Well, for a start we don’t use much alternative energy to begin with – slightly less than 7 quadrillion BTU of the 101 quads we use as a nation annually. Of those 7, 2 quads are related to the use of wood as fuel, something which is not normally viewed as environmentally friendly, and 2.5 are hydropower, an energy source once thought as environmentally friendly but now usually opposed as destructive. Of the remaining 2.5 quads, biofuels provide about 1 quad, and biofuels have become increasingly controversial and opposed – rightly – by many green environmental groups (source for these figures here).

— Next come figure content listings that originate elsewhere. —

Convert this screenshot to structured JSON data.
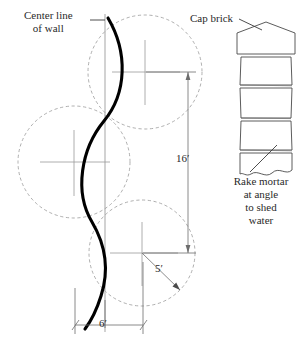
{
  "drawing": {
    "title": "Serpentine wall plan and brick elevation detail",
    "background": "#ffffff",
    "ink": "#1a1a1a",
    "construction_line_color": "#9a9a9a",
    "wall_line_color": "#000000"
  },
  "labels": {
    "center_line": "Center line\nof wall",
    "cap_brick": "Cap brick",
    "rake_mortar": "Rake mortar\nat angle\nto shed\nwater"
  },
  "dimensions": {
    "height": "16′",
    "radius": "5′",
    "width": "6′"
  },
  "plan": {
    "circles": [
      {
        "name": "top-circle",
        "cx": 145,
        "cy": 72,
        "r": 57
      },
      {
        "name": "middle-circle",
        "cx": 74,
        "cy": 162,
        "r": 56
      },
      {
        "name": "bottom-circle",
        "cx": 142,
        "cy": 253,
        "r": 53
      }
    ],
    "center_line_x": 105,
    "wall_path": "M 108 18 C 128 52 126 92 104 120 C 80 150 74 192 92 222 C 104 244 110 268 102 296 C 98 312 92 320 86 328"
  },
  "elevation": {
    "cap_brick_peak": true,
    "course_count": 4,
    "break_line_bottom": true
  }
}
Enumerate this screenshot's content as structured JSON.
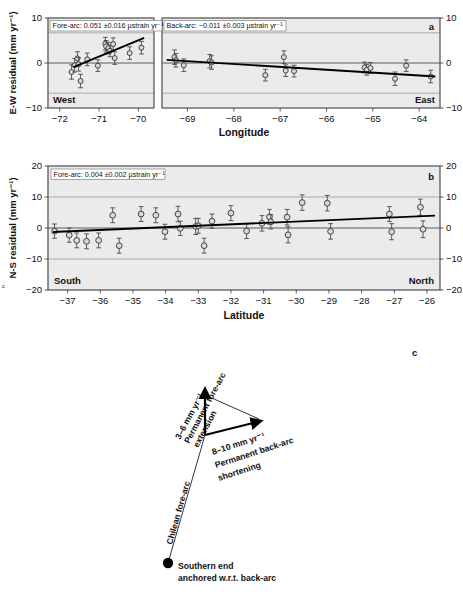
{
  "figure": {
    "panel_a_label": "a",
    "panel_b_label": "b",
    "panel_c_label": "c",
    "edge_mark": "c"
  },
  "chart_data": [
    {
      "id": "panel_a_forearc",
      "type": "scatter",
      "title": "",
      "panel_label": "a",
      "xlabel": "Longitude",
      "ylabel": "E-W residual (mm yr⁻¹)",
      "annotation": "Fore-arc: 0.051 ±0.016 µstrain yr⁻¹",
      "left_direction_label": "West",
      "xlim": [
        -72.3,
        -69.6
      ],
      "ylim": [
        -10,
        10
      ],
      "xticks": [
        -72,
        -71,
        -70
      ],
      "xticklabels": [
        "−72",
        "−71",
        "−70"
      ],
      "yticks": [
        -10,
        0,
        10
      ],
      "yticklabels": [
        "−10",
        "0",
        "10"
      ],
      "gridlines_y": [
        -6.7,
        6.7
      ],
      "grid": true,
      "legend": "none",
      "trend": {
        "x0": -71.65,
        "y0": -0.9,
        "x1": -69.85,
        "y1": 5.6
      },
      "points": [
        {
          "x": -71.7,
          "y": -2.0,
          "err": 1.6
        },
        {
          "x": -71.62,
          "y": -0.5,
          "err": 1.5
        },
        {
          "x": -71.55,
          "y": 1.0,
          "err": 1.5
        },
        {
          "x": -71.52,
          "y": -0.3,
          "err": 1.5
        },
        {
          "x": -71.47,
          "y": -4.0,
          "err": 1.5
        },
        {
          "x": -71.3,
          "y": 0.8,
          "err": 1.4
        },
        {
          "x": -71.03,
          "y": -0.6,
          "err": 1.3
        },
        {
          "x": -70.84,
          "y": 4.3,
          "err": 1.4
        },
        {
          "x": -70.82,
          "y": 3.7,
          "err": 1.3
        },
        {
          "x": -70.76,
          "y": 3.3,
          "err": 1.3
        },
        {
          "x": -70.72,
          "y": 2.7,
          "err": 1.3
        },
        {
          "x": -70.64,
          "y": 4.2,
          "err": 1.4
        },
        {
          "x": -70.6,
          "y": 1.1,
          "err": 1.4
        },
        {
          "x": -70.22,
          "y": 2.2,
          "err": 1.4
        },
        {
          "x": -69.92,
          "y": 3.4,
          "err": 1.4
        }
      ]
    },
    {
      "id": "panel_a_backarc",
      "type": "scatter",
      "panel_label": "a",
      "xlabel": "Longitude",
      "annotation": "Back-arc: −0.011 ±0.003 µstrain yr⁻¹",
      "right_direction_label": "East",
      "xlim": [
        -69.55,
        -63.55
      ],
      "ylim": [
        -10,
        10
      ],
      "xticks": [
        -69,
        -68,
        -67,
        -66,
        -65,
        -64
      ],
      "xticklabels": [
        "−69",
        "−68",
        "−67",
        "−66",
        "−65",
        "−64"
      ],
      "gridlines_y": [
        -6.7,
        6.7
      ],
      "grid": true,
      "trend": {
        "x0": -69.45,
        "y0": 0.7,
        "x1": -63.65,
        "y1": -3.0
      },
      "points": [
        {
          "x": -69.28,
          "y": 1.3,
          "err": 1.6
        },
        {
          "x": -69.25,
          "y": 0.6,
          "err": 1.5
        },
        {
          "x": -69.08,
          "y": -0.5,
          "err": 1.4
        },
        {
          "x": -68.52,
          "y": 0.4,
          "err": 1.5
        },
        {
          "x": -68.48,
          "y": 0.1,
          "err": 1.5
        },
        {
          "x": -67.32,
          "y": -2.7,
          "err": 1.3
        },
        {
          "x": -66.92,
          "y": 1.3,
          "err": 1.4
        },
        {
          "x": -66.88,
          "y": -1.7,
          "err": 1.3
        },
        {
          "x": -66.7,
          "y": -1.8,
          "err": 1.3
        },
        {
          "x": -65.18,
          "y": -1.0,
          "err": 1.2
        },
        {
          "x": -65.13,
          "y": -1.5,
          "err": 1.2
        },
        {
          "x": -65.05,
          "y": -1.1,
          "err": 1.2
        },
        {
          "x": -64.52,
          "y": -3.5,
          "err": 1.5
        },
        {
          "x": -64.28,
          "y": -0.6,
          "err": 1.3
        },
        {
          "x": -63.75,
          "y": -3.0,
          "err": 1.4
        }
      ]
    },
    {
      "id": "panel_b",
      "type": "scatter",
      "panel_label": "b",
      "xlabel": "Latitude",
      "ylabel": "N-S residual (mm yr⁻¹)",
      "annotation": "Fore-arc: 0.004 ±0.002 µstrain yr⁻¹",
      "left_direction_label": "South",
      "right_direction_label": "North",
      "xlim": [
        -37.6,
        -25.6
      ],
      "ylim": [
        -20,
        20
      ],
      "xticks": [
        -37,
        -36,
        -35,
        -34,
        -33,
        -32,
        -31,
        -30,
        -29,
        -28,
        -27,
        -26
      ],
      "xticklabels": [
        "−37",
        "−36",
        "−35",
        "−34",
        "−33",
        "−32",
        "−31",
        "−30",
        "−29",
        "−28",
        "−27",
        "−26"
      ],
      "yticks": [
        -20,
        -10,
        0,
        10,
        20
      ],
      "yticklabels": [
        "−20",
        "−10",
        "0",
        "10",
        "20"
      ],
      "gridlines_y": [
        -10,
        10
      ],
      "grid": true,
      "trend": {
        "x0": -37.45,
        "y0": -1.3,
        "x1": -25.75,
        "y1": 4.0
      },
      "points": [
        {
          "x": -37.4,
          "y": -1.0,
          "err": 2.3
        },
        {
          "x": -36.95,
          "y": -2.3,
          "err": 2.3
        },
        {
          "x": -36.72,
          "y": -4.0,
          "err": 2.4
        },
        {
          "x": -36.42,
          "y": -4.3,
          "err": 2.4
        },
        {
          "x": -36.05,
          "y": -4.0,
          "err": 2.4
        },
        {
          "x": -35.62,
          "y": 4.1,
          "err": 2.4
        },
        {
          "x": -35.42,
          "y": -5.7,
          "err": 2.4
        },
        {
          "x": -34.75,
          "y": 4.5,
          "err": 2.4
        },
        {
          "x": -34.3,
          "y": 4.1,
          "err": 2.4
        },
        {
          "x": -34.02,
          "y": -1.2,
          "err": 2.4
        },
        {
          "x": -33.62,
          "y": 4.5,
          "err": 2.5
        },
        {
          "x": -33.55,
          "y": -0.1,
          "err": 2.3
        },
        {
          "x": -33.08,
          "y": 0.5,
          "err": 2.6
        },
        {
          "x": -33.0,
          "y": 0.7,
          "err": 2.4
        },
        {
          "x": -32.82,
          "y": -5.7,
          "err": 2.4
        },
        {
          "x": -32.58,
          "y": 2.2,
          "err": 2.3
        },
        {
          "x": -32.0,
          "y": 4.8,
          "err": 2.4
        },
        {
          "x": -31.52,
          "y": -1.0,
          "err": 2.4
        },
        {
          "x": -31.05,
          "y": 1.5,
          "err": 2.5
        },
        {
          "x": -30.82,
          "y": 3.6,
          "err": 2.4
        },
        {
          "x": -30.78,
          "y": 2.0,
          "err": 2.3
        },
        {
          "x": -30.28,
          "y": 3.5,
          "err": 2.5
        },
        {
          "x": -30.25,
          "y": -2.2,
          "err": 2.6
        },
        {
          "x": -29.82,
          "y": 8.2,
          "err": 2.5
        },
        {
          "x": -29.05,
          "y": 8.0,
          "err": 2.5
        },
        {
          "x": -28.95,
          "y": -1.1,
          "err": 2.5
        },
        {
          "x": -27.15,
          "y": 4.5,
          "err": 2.4
        },
        {
          "x": -27.08,
          "y": -1.2,
          "err": 2.6
        },
        {
          "x": -26.2,
          "y": 6.7,
          "err": 2.6
        },
        {
          "x": -26.12,
          "y": -0.4,
          "err": 2.7
        }
      ]
    }
  ],
  "panel_c": {
    "label": "c",
    "forearc_line_label": "Chilean fore-arc",
    "extension_rate": "3–6 mm yr⁻¹",
    "extension_label_line1": "Permanent fore-arc",
    "extension_label_line2": "extension",
    "shortening_rate": "8–10 mm yr⁻¹",
    "shortening_label_line1": "Permanent back-arc",
    "shortening_label_line2": "shortening",
    "anchor_line1": "Southern end",
    "anchor_line2": "anchored w.r.t. back-arc"
  },
  "colors": {
    "plot_background": "#ebebeb",
    "marker_fill": "#d9d9d9",
    "line": "#000000",
    "grid": "#8e8e8e"
  }
}
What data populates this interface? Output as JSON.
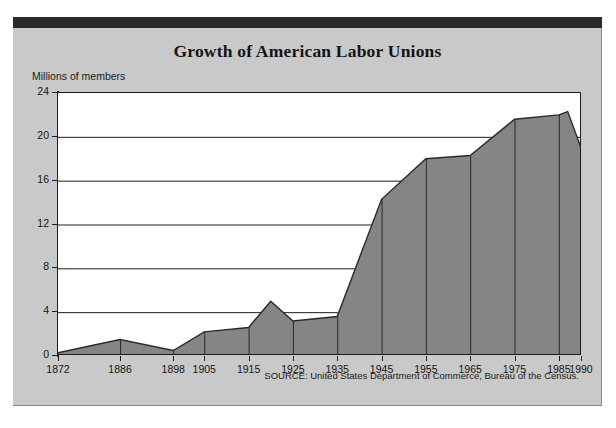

So the more “acceptable” forms of renewable energy – “waste” biomass, geothermal, wind and solar – only provide just over 1 quad between them. Wind provides 319 trillion BTU and solar just 80. If these two forms of renewable energy are going to form the basis of Obama’s promise, the increase in scale needed to provide 7 quads between them in three years is simply inconceivable. A seventeenfold increase in these forms of energy would be a vast achievement, and one that would surely be trailed in the speech. It would presumably also require at least a seventeenfold increase in subsidies ($740 million in 2007 – see Table ES5 here) to about $13 billion annually, about the same as the Detroit bailout.

It seems likely, therefore, that, while there will be some wind and solar investment, perhaps some significant amounts, to meet a target of an extra 7 quads of energy, the only feasible source that is scalable to the intense required will be biofuels, but even that will require a massive expansion, and one that will have significant implications for crop prices, food prices and land use. The consequences may prove unacceptable to all but the agribusiness lobby and farm state politicians.

So it seems likely that the target of doubling the use of renewable energy does not actually refer to the full range of renewables at all, but just to those “acceptable” alternatives. This would imply that the target is only 1 extra quad of renewable energy by 2011, which, while it would represent a significant expansion of those industries, would amount to just a “drop in the bucket” of total US energy use. And, as we hear in the debate over ANWR every time it comes up, a “drop in the bucket” is just not worth doing…

It appears that this part of the stimulus package is, at most, a shibboleth.